* Description of the task *
Return the exact lines spanning from the line with "is (846, 476)." through the last line of the entries, boundaries included, and no others.

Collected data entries
----------
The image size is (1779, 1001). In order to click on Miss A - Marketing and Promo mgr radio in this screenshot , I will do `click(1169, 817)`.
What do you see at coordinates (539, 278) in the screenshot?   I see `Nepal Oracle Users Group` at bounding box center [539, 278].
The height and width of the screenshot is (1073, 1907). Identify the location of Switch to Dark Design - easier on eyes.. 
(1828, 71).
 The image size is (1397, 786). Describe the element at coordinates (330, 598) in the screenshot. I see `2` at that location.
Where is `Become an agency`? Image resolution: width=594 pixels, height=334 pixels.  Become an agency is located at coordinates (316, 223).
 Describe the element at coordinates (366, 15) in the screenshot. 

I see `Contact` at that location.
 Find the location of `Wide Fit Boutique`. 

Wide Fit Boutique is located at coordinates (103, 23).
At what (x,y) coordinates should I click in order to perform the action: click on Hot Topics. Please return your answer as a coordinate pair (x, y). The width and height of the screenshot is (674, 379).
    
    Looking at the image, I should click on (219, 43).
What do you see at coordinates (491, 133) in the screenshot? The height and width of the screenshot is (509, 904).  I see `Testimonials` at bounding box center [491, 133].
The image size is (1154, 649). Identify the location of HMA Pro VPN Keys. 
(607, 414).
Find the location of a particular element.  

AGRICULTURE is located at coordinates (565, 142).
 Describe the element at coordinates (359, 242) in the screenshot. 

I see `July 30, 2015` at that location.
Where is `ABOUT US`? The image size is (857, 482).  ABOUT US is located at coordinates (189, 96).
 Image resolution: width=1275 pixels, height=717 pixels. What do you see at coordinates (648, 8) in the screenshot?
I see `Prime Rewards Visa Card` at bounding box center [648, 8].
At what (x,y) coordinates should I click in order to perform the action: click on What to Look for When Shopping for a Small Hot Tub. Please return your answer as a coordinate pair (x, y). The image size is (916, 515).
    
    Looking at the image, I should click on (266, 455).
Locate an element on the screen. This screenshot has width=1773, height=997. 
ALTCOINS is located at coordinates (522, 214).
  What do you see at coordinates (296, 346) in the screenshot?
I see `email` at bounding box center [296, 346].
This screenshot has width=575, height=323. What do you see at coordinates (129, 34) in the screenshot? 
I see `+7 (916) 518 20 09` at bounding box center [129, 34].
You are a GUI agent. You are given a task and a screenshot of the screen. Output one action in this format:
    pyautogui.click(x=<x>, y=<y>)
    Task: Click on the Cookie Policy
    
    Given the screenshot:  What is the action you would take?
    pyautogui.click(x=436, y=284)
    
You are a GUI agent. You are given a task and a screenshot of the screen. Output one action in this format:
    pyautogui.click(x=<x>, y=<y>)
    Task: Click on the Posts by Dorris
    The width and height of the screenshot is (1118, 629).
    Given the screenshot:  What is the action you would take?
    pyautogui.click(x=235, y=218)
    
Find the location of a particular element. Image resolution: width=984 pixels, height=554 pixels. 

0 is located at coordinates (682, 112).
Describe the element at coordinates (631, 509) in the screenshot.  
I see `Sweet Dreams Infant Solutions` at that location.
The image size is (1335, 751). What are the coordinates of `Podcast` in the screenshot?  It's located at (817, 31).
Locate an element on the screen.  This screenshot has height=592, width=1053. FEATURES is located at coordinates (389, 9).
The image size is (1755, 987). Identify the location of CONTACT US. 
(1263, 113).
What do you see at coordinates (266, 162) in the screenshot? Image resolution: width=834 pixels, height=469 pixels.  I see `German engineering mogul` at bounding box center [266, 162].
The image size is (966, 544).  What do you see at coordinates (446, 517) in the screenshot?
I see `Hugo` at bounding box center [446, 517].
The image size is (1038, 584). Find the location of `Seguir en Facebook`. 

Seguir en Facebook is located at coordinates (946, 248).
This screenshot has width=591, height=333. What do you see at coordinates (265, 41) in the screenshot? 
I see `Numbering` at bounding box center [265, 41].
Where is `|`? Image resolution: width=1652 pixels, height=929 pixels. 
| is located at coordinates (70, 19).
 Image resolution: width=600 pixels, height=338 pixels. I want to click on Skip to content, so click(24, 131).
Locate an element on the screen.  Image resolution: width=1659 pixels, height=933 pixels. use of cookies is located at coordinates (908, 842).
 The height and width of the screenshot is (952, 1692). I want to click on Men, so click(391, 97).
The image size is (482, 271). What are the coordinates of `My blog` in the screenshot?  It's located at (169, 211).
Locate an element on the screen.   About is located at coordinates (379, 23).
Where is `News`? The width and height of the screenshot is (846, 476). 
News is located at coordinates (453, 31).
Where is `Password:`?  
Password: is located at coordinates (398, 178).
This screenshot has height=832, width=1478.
----------
* Exercise answer *
Where is `News`? The width and height of the screenshot is (846, 476). 
News is located at coordinates (453, 31).
Where is `Password:`?  
Password: is located at coordinates (398, 178).
This screenshot has height=832, width=1478.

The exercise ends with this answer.